St. Joseph gets ready to launch

You can call the Pony Express historic, romantic and epic. Just don’t call it innovative.
St. Joseph’s history is filled with tales of daring riders heading off into the sunset, mochilas stuffed full of correspondence. The undercurrent is a little less epic. The business model favored carrying mail on horseback while others were connecting telegraph wires.
The demise of the Pony Express, followed by Kansas City’s success in building the first rail bridge over the Missouri River, left an impression that St. Joseph was always one step behind.
That’s unfair. In reality, St. Joseph’s economy did just fine for a number of years without becoming a haven for technology or innovation. It was easier to chase factories and leave the new things to the coastal areas, first with Bell Labs in New Jersey and then with Silicon Valley in California. St. Joseph, like the rest of flyover country, missed the party.
Now, it becomes important to knock on that door — or maybe kick it in. Small businesses drive job growth and young people crave high-tech career opportunities.
St. Joseph needs something like the Launch Pad, a hub for innovators, entrepreneurs, and remote professionals located in the Felix Street parking complex. For several years, this underutilized parking structure generated expectations that Downtown St. Joseph would attract a grocery store.
Instead, we get something better. The Launch Pad, developed through the cooperation of the St. Joseph Chamber of Commerce, Mosaic Life Care, the Show-Me Network and the Missouri Technology Corporation, provides resources and collaborative opportunities for entrepreneurs.
We’ve seen it happen in other places. A concept becomes a start-up.

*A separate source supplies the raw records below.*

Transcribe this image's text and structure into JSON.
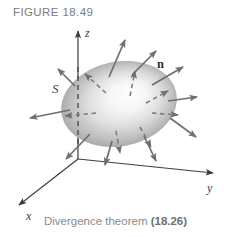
{
  "figure": {
    "number_label": "FIGURE 18.49",
    "caption_text": "Divergence theorem ",
    "caption_reference": "(18.26)"
  },
  "diagram": {
    "type": "3d-vector-field-diagram",
    "axes": [
      {
        "name": "z-axis",
        "label": "z",
        "label_x": 88,
        "label_y": 35,
        "from": [
          78,
          159
        ],
        "to": [
          78,
          29
        ],
        "direction": "up"
      },
      {
        "name": "y-axis",
        "label": "y",
        "label_x": 211,
        "label_y": 190,
        "from": [
          78,
          159
        ],
        "to": [
          216,
          173
        ],
        "direction": "right-down"
      },
      {
        "name": "x-axis",
        "label": "x",
        "label_x": 29,
        "label_y": 216,
        "from": [
          78,
          159
        ],
        "to": [
          16,
          207
        ],
        "direction": "left-down"
      }
    ],
    "surface": {
      "label": "S",
      "label_x": 54,
      "label_y": 92,
      "shape": "ellipsoid",
      "center_x": 119,
      "center_y": 104,
      "radius_x": 58,
      "radius_y": 42,
      "rotation_deg": -11,
      "fill_center_color": "#fdfdfd",
      "fill_edge_color": "#9b9b9b",
      "highlight_x": 132,
      "highlight_y": 96
    },
    "normal_vector": {
      "label": "n",
      "label_x": 160,
      "label_y": 66
    },
    "hidden_axis_segment": {
      "name": "z-axis-hidden",
      "style": "dashed",
      "from": [
        78,
        66
      ],
      "to": [
        78,
        146
      ]
    },
    "normal_arrows": [
      {
        "id": 1,
        "x1": 109,
        "y1": 77,
        "x2": 127,
        "y2": 36,
        "style": "solid"
      },
      {
        "id": 2,
        "x1": 132,
        "y1": 75,
        "x2": 158,
        "y2": 48,
        "style": "solid"
      },
      {
        "id": 3,
        "x1": 152,
        "y1": 85,
        "x2": 186,
        "y2": 65,
        "style": "solid"
      },
      {
        "id": 4,
        "x1": 168,
        "y1": 101,
        "x2": 200,
        "y2": 96,
        "style": "solid"
      },
      {
        "id": 5,
        "x1": 170,
        "y1": 118,
        "x2": 199,
        "y2": 139,
        "style": "solid"
      },
      {
        "id": 6,
        "x1": 144,
        "y1": 136,
        "x2": 157,
        "y2": 164,
        "style": "solid"
      },
      {
        "id": 7,
        "x1": 112,
        "y1": 141,
        "x2": 104,
        "y2": 168,
        "style": "solid"
      },
      {
        "id": 8,
        "x1": 90,
        "y1": 134,
        "x2": 63,
        "y2": 162,
        "style": "solid"
      },
      {
        "id": 9,
        "x1": 70,
        "y1": 110,
        "x2": 27,
        "y2": 119,
        "style": "solid"
      },
      {
        "id": 10,
        "x1": 75,
        "y1": 86,
        "x2": 56,
        "y2": 67,
        "style": "solid"
      },
      {
        "id": 11,
        "x1": 106,
        "y1": 93,
        "x2": 82,
        "y2": 72,
        "style": "dashed"
      },
      {
        "id": 12,
        "x1": 130,
        "y1": 96,
        "x2": 136,
        "y2": 68,
        "style": "dashed"
      },
      {
        "id": 13,
        "x1": 146,
        "y1": 103,
        "x2": 170,
        "y2": 90,
        "style": "dashed"
      },
      {
        "id": 14,
        "x1": 152,
        "y1": 113,
        "x2": 180,
        "y2": 115,
        "style": "dashed"
      },
      {
        "id": 15,
        "x1": 140,
        "y1": 127,
        "x2": 152,
        "y2": 150,
        "style": "dashed"
      },
      {
        "id": 16,
        "x1": 116,
        "y1": 131,
        "x2": 120,
        "y2": 156,
        "style": "dashed"
      },
      {
        "id": 17,
        "x1": 96,
        "y1": 113,
        "x2": 62,
        "y2": 116,
        "style": "dashed"
      }
    ],
    "colors": {
      "arrow": "#6e6e74",
      "axis": "#3d3d3d",
      "label": "#3a3a3a",
      "caption": "#8a8a8a"
    }
  }
}
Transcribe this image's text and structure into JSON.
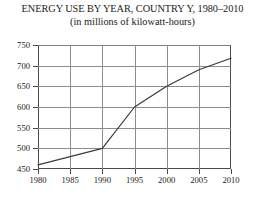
{
  "chart_data": {
    "type": "line",
    "title": "ENERGY USE BY YEAR, COUNTRY Y, 1980–2010",
    "subtitle": "(in millions of kilowatt-hours)",
    "xlabel": "",
    "ylabel": "",
    "x": [
      1980,
      1985,
      1990,
      1995,
      2000,
      2005,
      2010
    ],
    "values": [
      460,
      480,
      500,
      600,
      650,
      690,
      718
    ],
    "series": [
      {
        "name": "Energy use",
        "values": [
          460,
          480,
          500,
          600,
          650,
          690,
          718
        ]
      }
    ],
    "xlim": [
      1980,
      2010
    ],
    "ylim": [
      450,
      750
    ],
    "xticks": [
      1980,
      1985,
      1990,
      1995,
      2000,
      2005,
      2010
    ],
    "yticks": [
      450,
      500,
      550,
      600,
      650,
      700,
      750
    ],
    "xtick_labels": [
      "1980",
      "1985",
      "1990",
      "1995",
      "2000",
      "2005",
      "2010"
    ],
    "ytick_labels": [
      "450",
      "500",
      "550",
      "600",
      "650",
      "700",
      "750"
    ],
    "grid": true,
    "legend": false,
    "line_color": "#3a3a3a",
    "grid_color": "#8c8c8c",
    "axis_color": "#4a4a4a"
  }
}
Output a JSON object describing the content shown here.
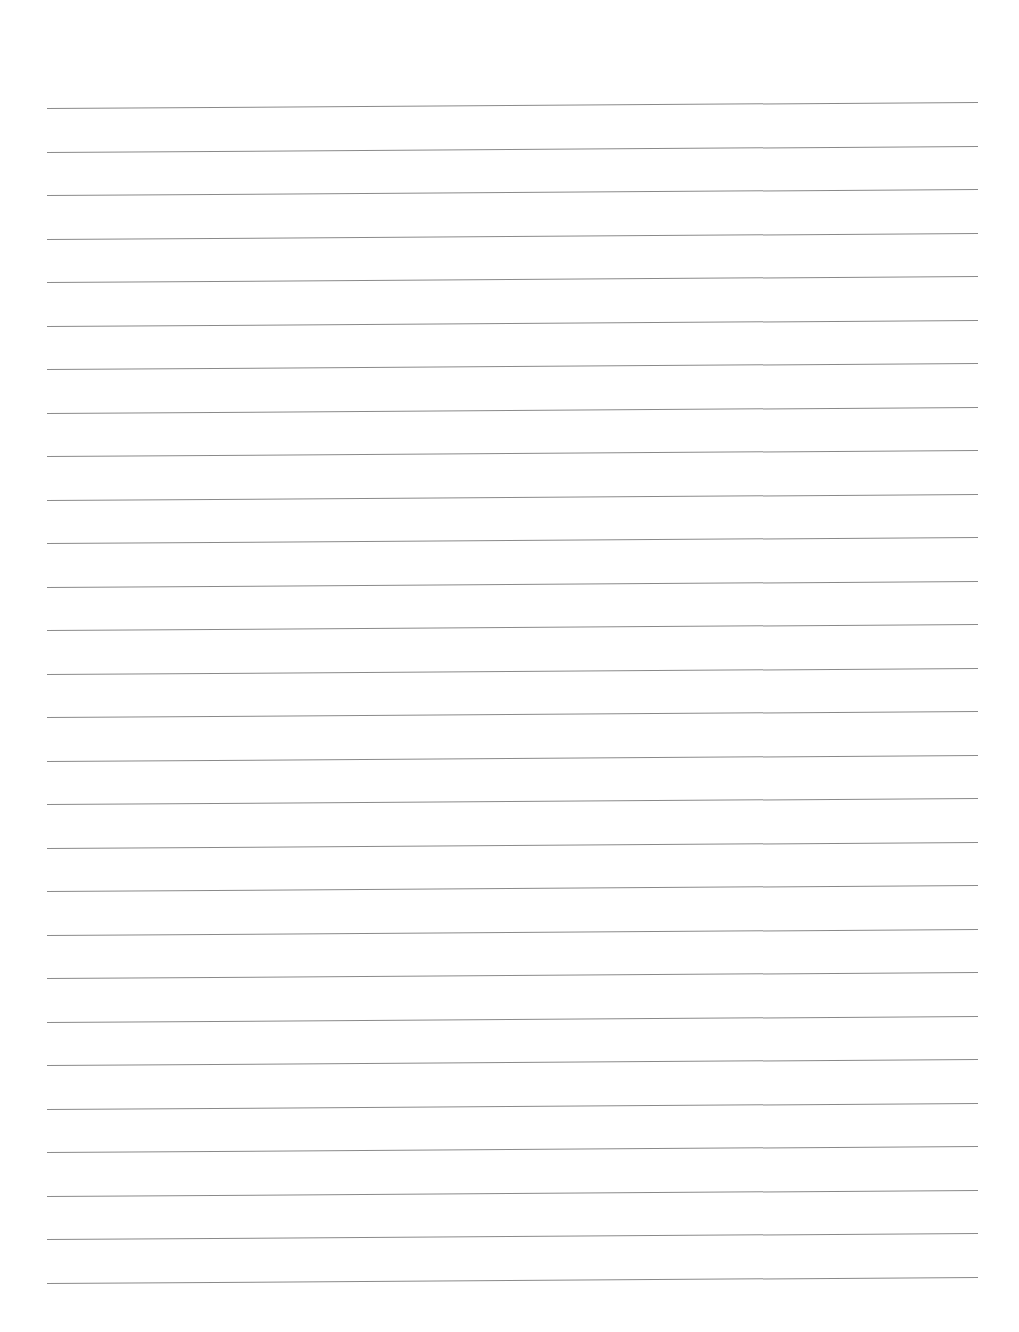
{
  "document": {
    "type": "lined-paper",
    "background_color": "#ffffff",
    "rule_color": "#8a8a8a",
    "rule_count": 28,
    "first_rule_y": 108,
    "rule_spacing": 43.5,
    "text": ""
  }
}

A start-up turns into a successful business. The business, at least in a small way, proves transformative.
For too long, St. Joseph was viewed as a community more interested in an outdated bridge than transformation. Maybe that’s unfair, but perception becomes reality. It matters because people choose where they want to live as much as where they want to work.
Even those who did innovate, like William Goddard, did their best work elsewhere. Goddard, who was born in St. Joseph, was part of a team of engineers that invented a magnetic disk storage device for IBM Labs in the 1950s. Goddard, who died in 1997, is a member of the National Inventors Hall of Fame.
Maybe the next inventor won’t just be from here. Maybe this person will build something new, disruptive and transformative — right from the Launch Pad in Downtown St. Joseph.